## WORK TO BE COMPLETED
Pictures aside, the data must be reproduced exactly.

(Saved data entries)

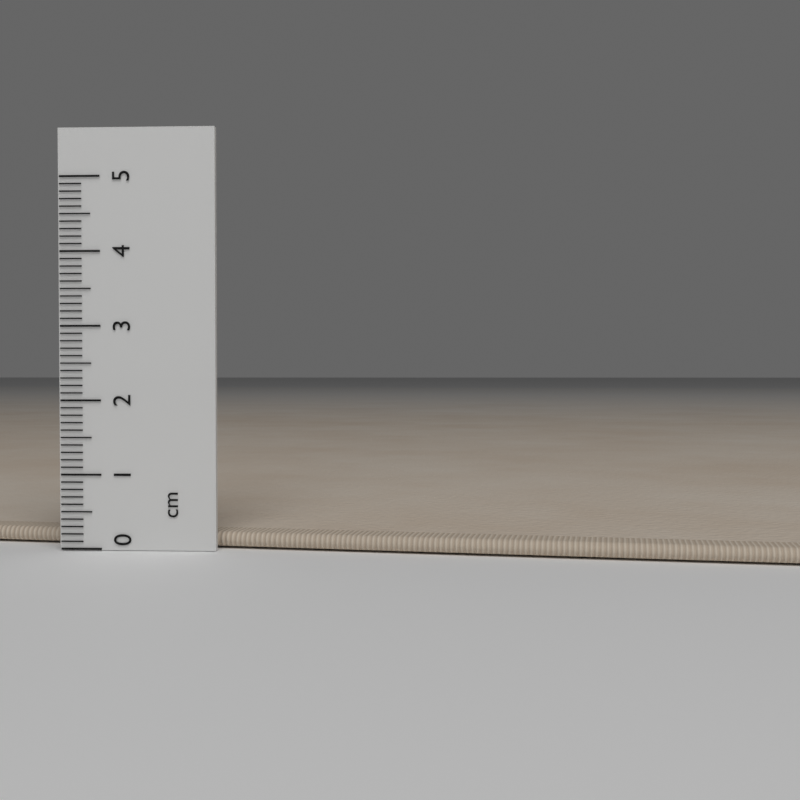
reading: 0.2 cm
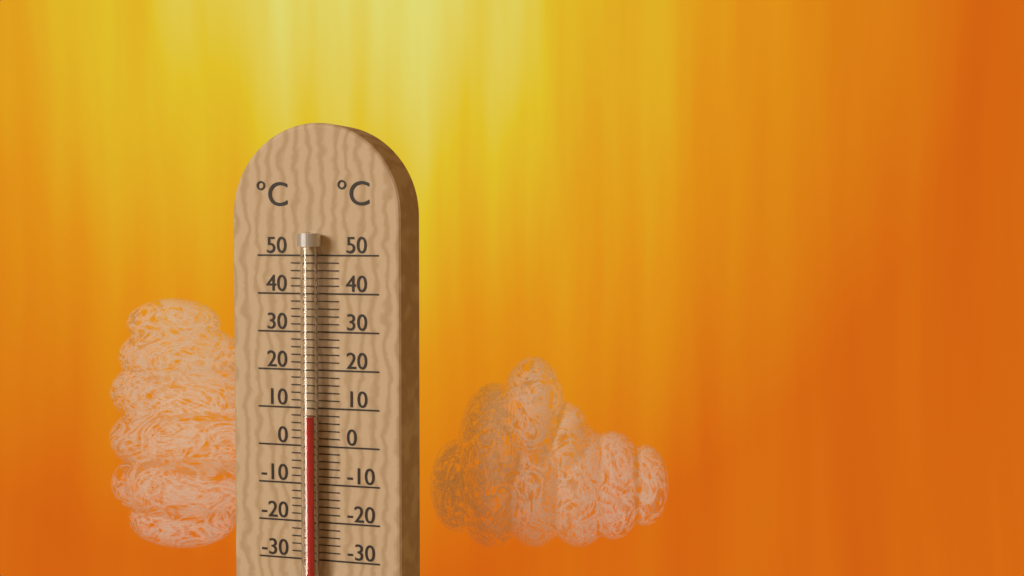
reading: 8 °C
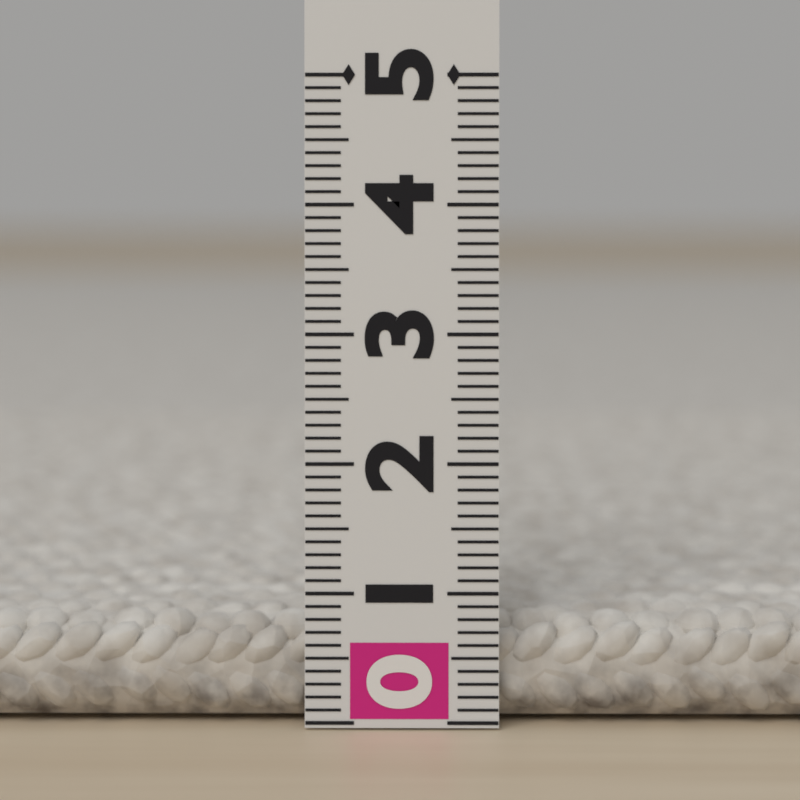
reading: 0.8 (no unit)
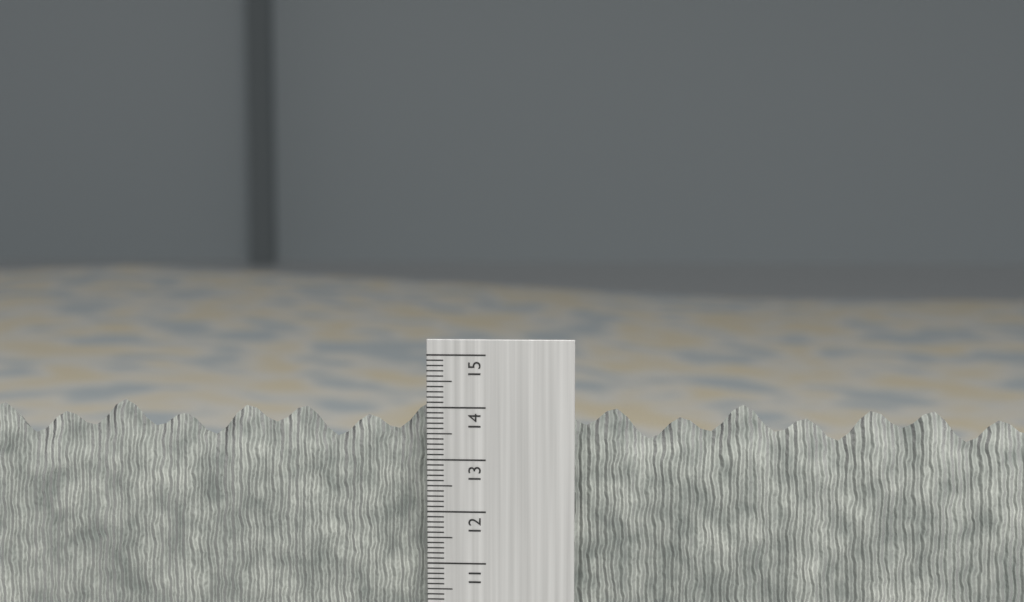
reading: 14.0 cm
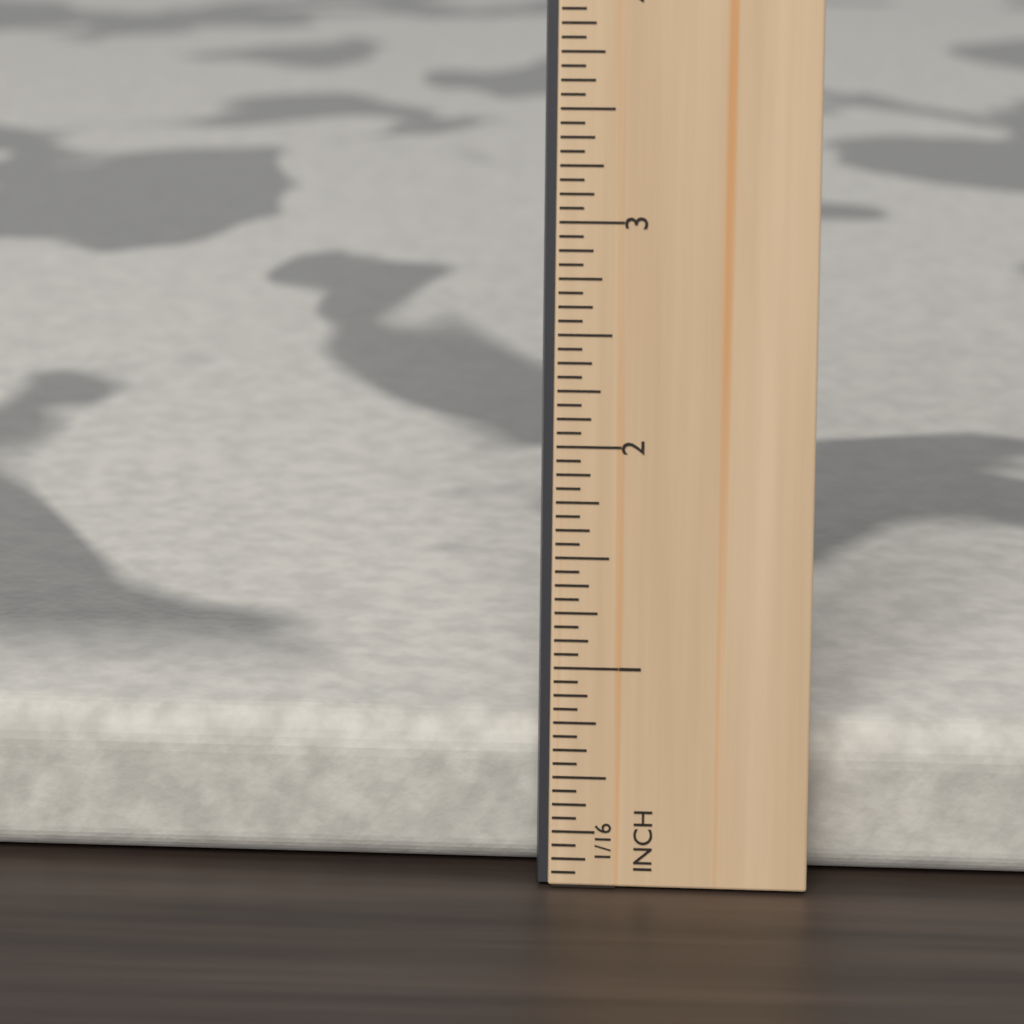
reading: 0.6875 in
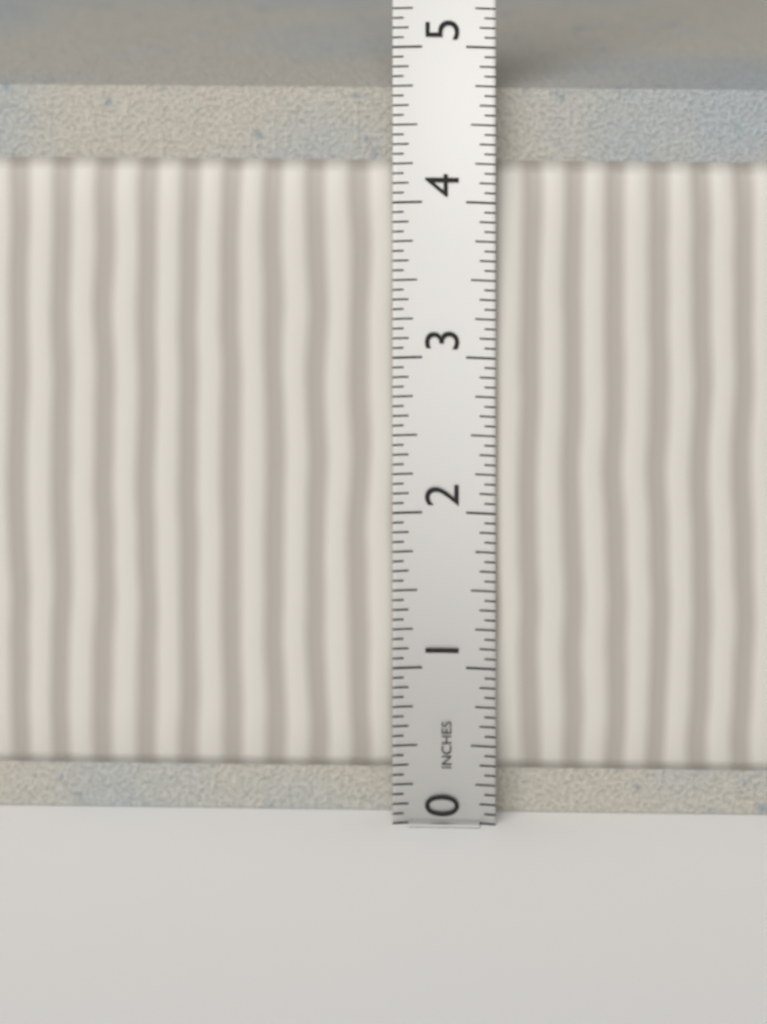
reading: 4.6875 in
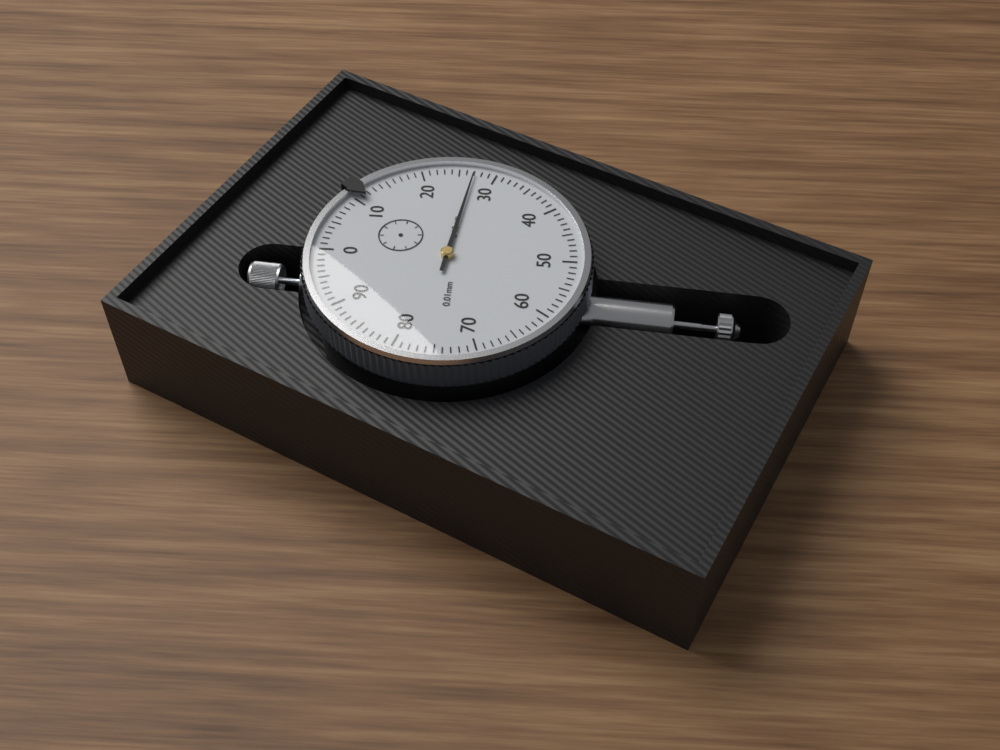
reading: 0.27 mm
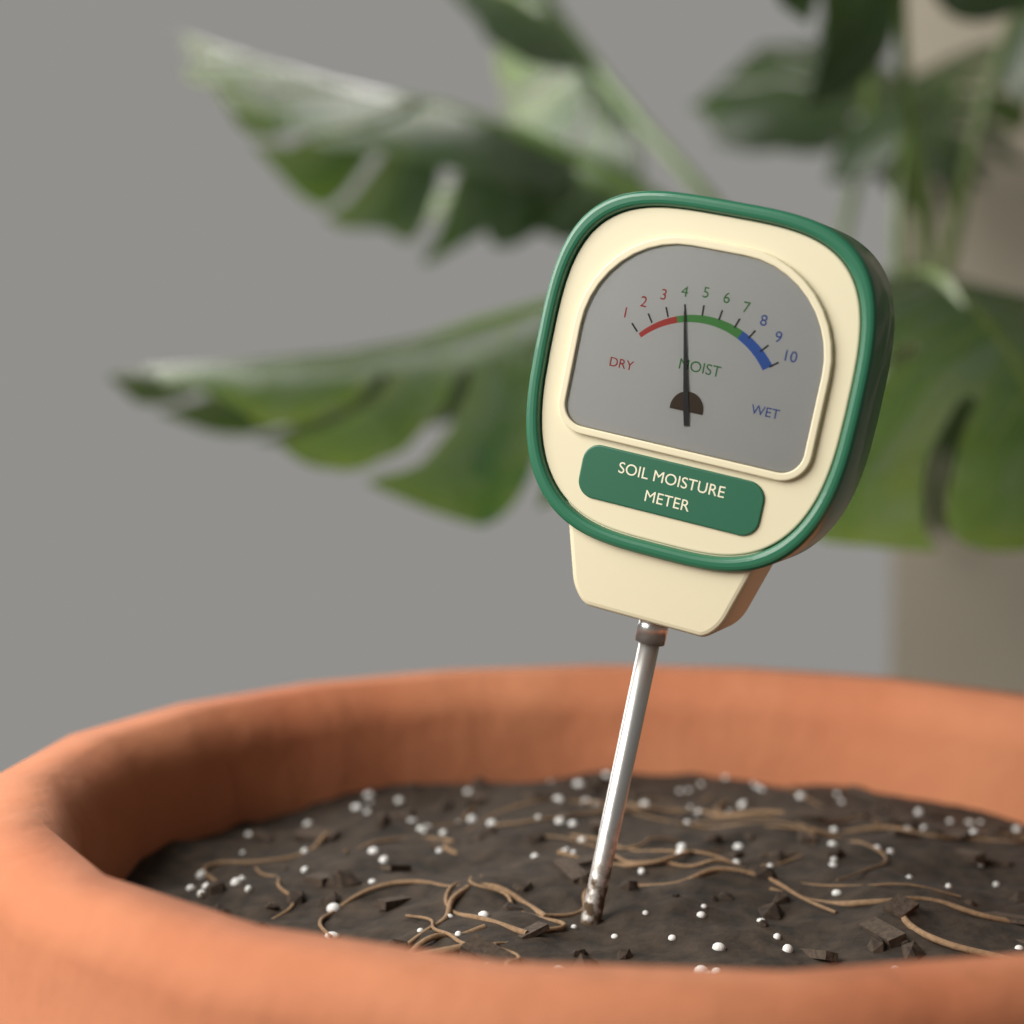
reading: 4 (no unit)
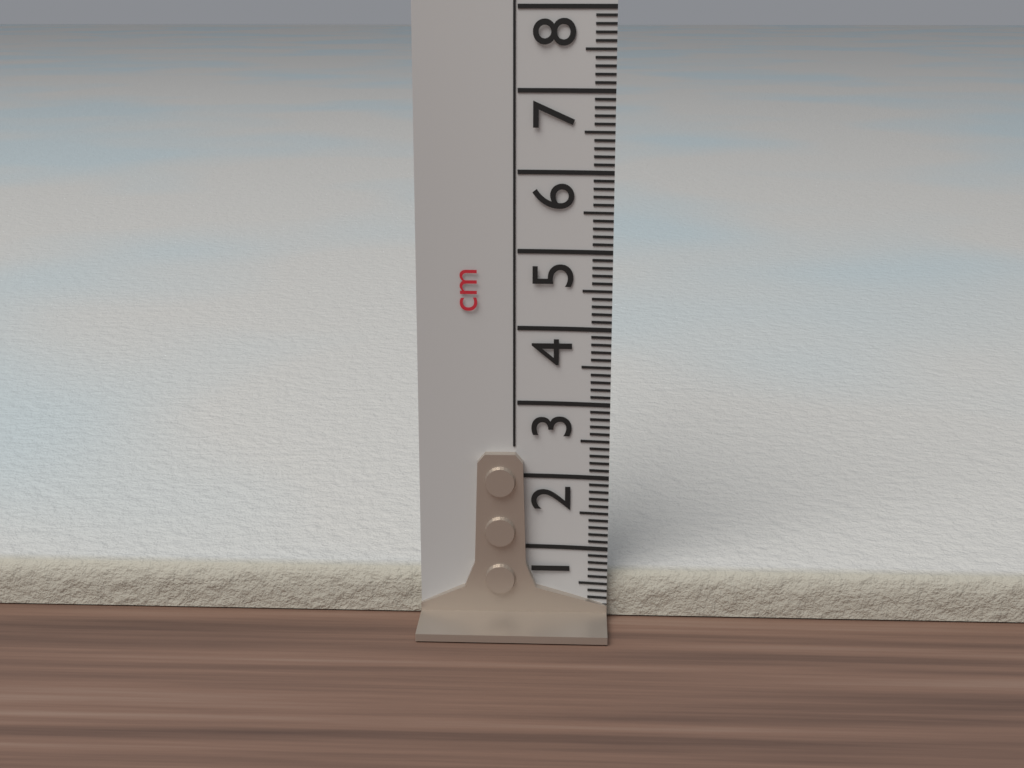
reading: 0.6 cm
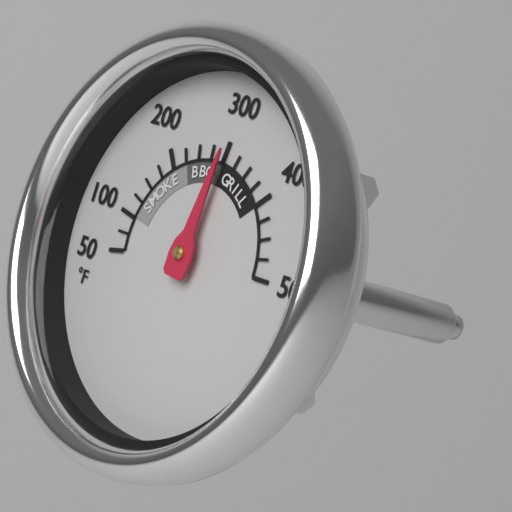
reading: 300 °F
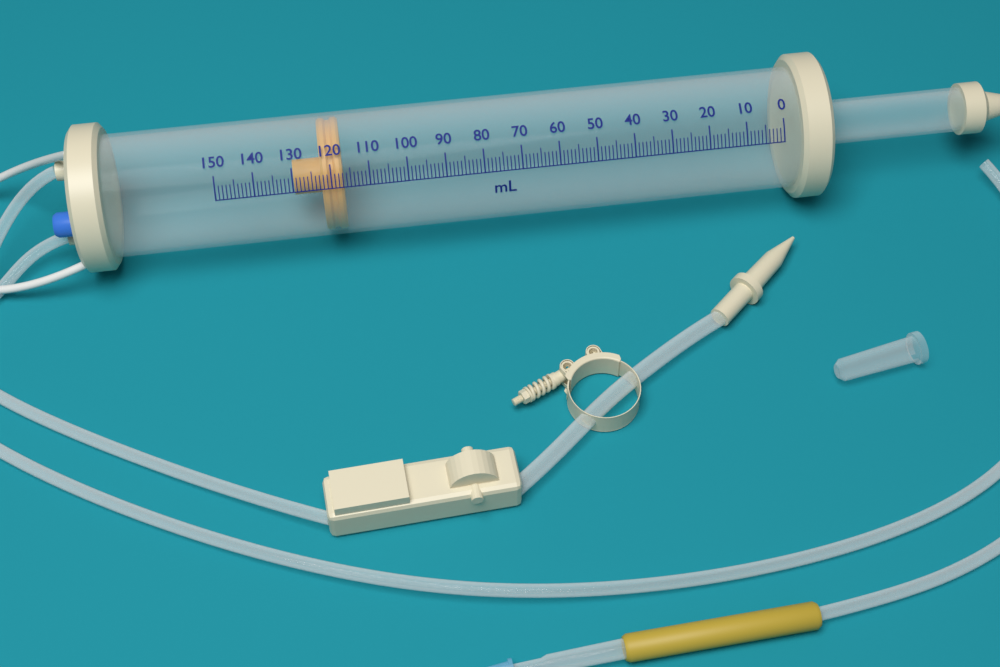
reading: 117 ml
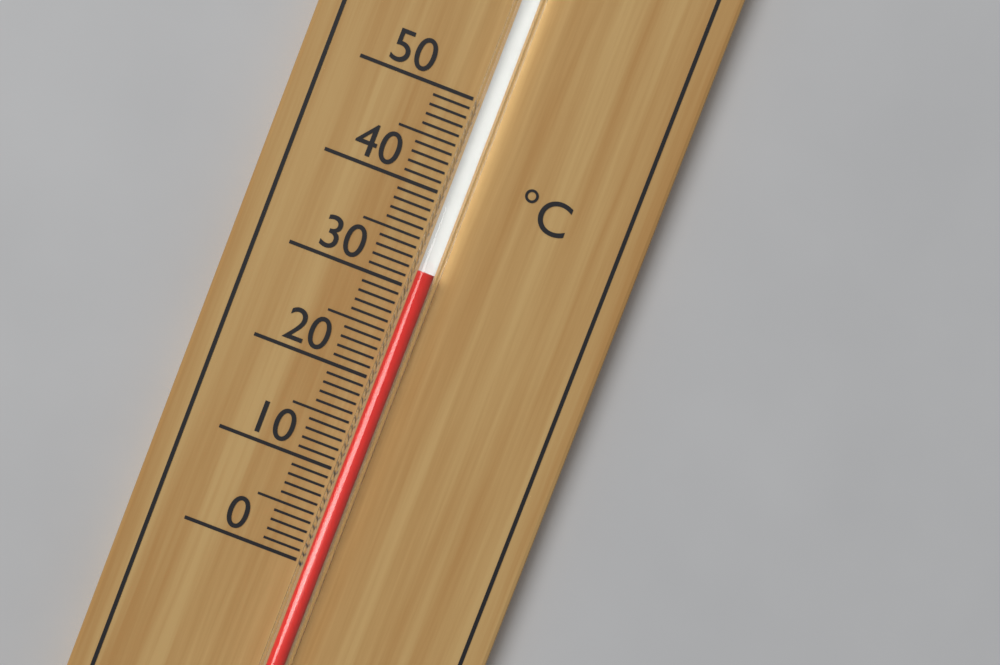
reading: 32 °C
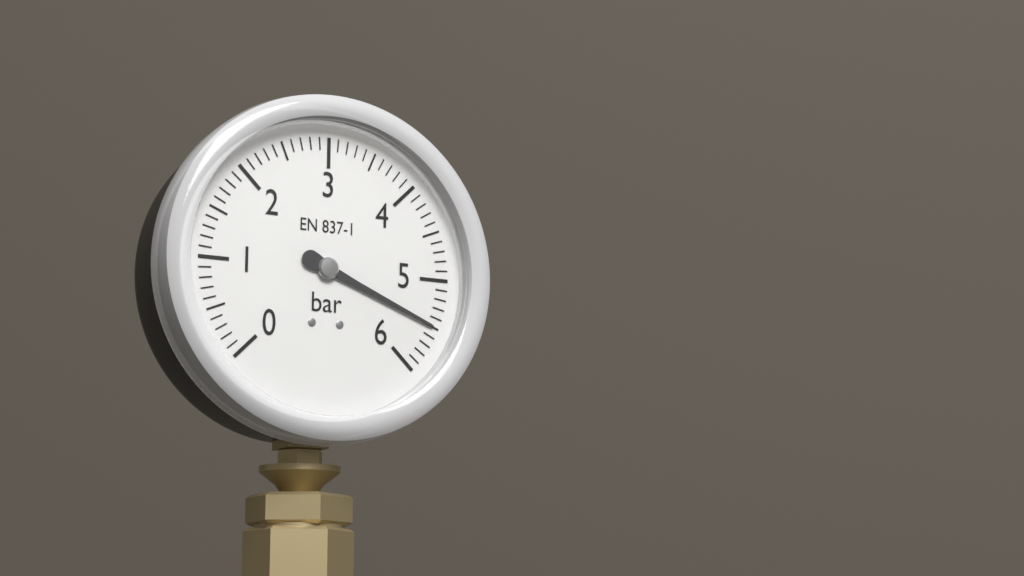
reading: 5.5 bar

## RESULT OF THIS EXERCISE
reading: 0.2 cm
reading: 8 °C
reading: 0.8 (no unit)
reading: 14.0 cm
reading: 0.6875 in
reading: 4.6875 in
reading: 0.27 mm
reading: 4 (no unit)
reading: 0.6 cm
reading: 300 °F
reading: 117 ml
reading: 32 °C
reading: 5.5 bar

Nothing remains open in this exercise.